Let's recall a local data point, from this past May: the young lady attending the
University Near Here
claiming
that “Blackface is a direct death threat." You can't just make
stuff like that up on your own. You have to be very carefully
taught.
■ At Reason, Andrea O'Sullivan notes the incoherent mess that
the feelgood advocates of "Net Neutrality" are advocating:
Net Neutrality Supporters Should Actually Hate the Regulations They're Endorsing
If you went on the internet at all last week, you could not help but miss some of the web's most popular websites publicizing their campaigns that defend the Obama-era telecommunications regulation known as the Open Internet Order (OIO). Last Wednesday, tech heavyweights like Google, Facebook, Twitter, Reddit, and even Pornhub held a "Day of Action" to support the controversial FCC rules. The websites bombarded users with blog posts encouraging folks to contact their representatives and popup messages bemoaning the future of a slow and tiered internet. But ironically, these websites' stated goals are in direct contradiction of the regulations that they ostensibly support.
Ms.
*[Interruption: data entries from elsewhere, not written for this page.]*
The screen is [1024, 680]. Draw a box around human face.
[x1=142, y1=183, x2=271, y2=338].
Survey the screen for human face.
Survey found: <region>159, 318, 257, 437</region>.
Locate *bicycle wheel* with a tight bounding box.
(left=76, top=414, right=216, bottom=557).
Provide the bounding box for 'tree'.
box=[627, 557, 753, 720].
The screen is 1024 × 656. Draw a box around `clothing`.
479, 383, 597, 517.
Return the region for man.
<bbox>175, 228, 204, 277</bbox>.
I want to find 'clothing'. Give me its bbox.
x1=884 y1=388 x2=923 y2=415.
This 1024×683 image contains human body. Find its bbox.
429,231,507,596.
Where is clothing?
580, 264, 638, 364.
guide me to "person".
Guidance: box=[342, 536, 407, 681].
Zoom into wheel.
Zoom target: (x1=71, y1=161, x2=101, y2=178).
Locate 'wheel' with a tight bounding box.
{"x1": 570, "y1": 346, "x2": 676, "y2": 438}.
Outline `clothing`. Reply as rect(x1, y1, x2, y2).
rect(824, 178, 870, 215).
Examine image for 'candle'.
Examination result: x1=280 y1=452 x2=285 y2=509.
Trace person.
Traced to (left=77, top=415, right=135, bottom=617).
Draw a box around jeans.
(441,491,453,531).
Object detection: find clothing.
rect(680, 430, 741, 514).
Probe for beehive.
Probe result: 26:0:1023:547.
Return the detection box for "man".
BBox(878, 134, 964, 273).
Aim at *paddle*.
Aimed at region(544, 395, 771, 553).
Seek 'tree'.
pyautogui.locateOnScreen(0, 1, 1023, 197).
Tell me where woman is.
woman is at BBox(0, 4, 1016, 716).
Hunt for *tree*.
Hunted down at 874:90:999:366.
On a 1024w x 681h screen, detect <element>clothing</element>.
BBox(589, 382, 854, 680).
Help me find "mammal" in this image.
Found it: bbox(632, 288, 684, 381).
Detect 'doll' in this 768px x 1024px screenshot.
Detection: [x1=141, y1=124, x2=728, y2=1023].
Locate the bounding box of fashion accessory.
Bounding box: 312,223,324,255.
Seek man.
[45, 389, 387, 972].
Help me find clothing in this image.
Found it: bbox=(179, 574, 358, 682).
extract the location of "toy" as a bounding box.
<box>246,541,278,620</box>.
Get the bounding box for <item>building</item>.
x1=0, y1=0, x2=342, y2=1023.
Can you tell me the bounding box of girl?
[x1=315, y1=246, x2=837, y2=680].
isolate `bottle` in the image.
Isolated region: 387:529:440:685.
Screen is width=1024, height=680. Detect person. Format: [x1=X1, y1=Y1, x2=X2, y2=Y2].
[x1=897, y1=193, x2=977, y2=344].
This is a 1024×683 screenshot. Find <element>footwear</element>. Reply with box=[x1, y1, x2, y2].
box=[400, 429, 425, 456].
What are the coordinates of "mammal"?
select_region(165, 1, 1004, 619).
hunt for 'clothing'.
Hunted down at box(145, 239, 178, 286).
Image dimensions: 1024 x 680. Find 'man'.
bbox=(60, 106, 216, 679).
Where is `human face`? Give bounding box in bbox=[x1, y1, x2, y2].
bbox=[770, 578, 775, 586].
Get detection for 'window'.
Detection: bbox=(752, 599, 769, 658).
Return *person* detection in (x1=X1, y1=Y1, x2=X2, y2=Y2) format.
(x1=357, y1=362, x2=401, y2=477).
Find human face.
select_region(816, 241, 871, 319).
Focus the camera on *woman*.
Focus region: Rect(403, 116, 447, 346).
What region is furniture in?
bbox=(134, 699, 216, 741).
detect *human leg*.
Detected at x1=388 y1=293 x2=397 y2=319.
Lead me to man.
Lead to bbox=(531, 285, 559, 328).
O'Sullivan has a good summary of the History So Far, and
how the true-believing NetNeuts went astray in hitching their blurry dreams to
real-world pols.
■ My Google LFOD alert was triggered by an unlikely source, an LTE
from one Frank Pagano of Jay NY, published in the upstate NY paper
The Sun: We’re
all in healthcare fight together. It's a stirring plea!
The U.S. has much higher infant mortality than the EU and Canada so
pre- and postnatal care is crucial. “Live free or die” sounds great, but what’s the societal and economic impact of preventable illnesses and birth defects?
Mr. Pagano, probably correctly, notes that LFOD implicitly frowns on
robbing-Peter-to-pay-Paul schemes, even when Paul is Paulette, and
you're actually paying Paulette's doctor. You're
encouraged
to look at the
Human Progress
website's take on infant mortality.
■ The news (from TechCrunch) is that
Disney
is opening an immersive Star Wars Hotel where each guest gets a
storyline
Specifically:
All of the employees (or ‘cast members’, in Disney Park lingo) will
be in costume and in character.
"Hello, room service? The minibar is out of macadamia nuts."
"I am altering the contents of your minibar. Pray I don't alter it any further."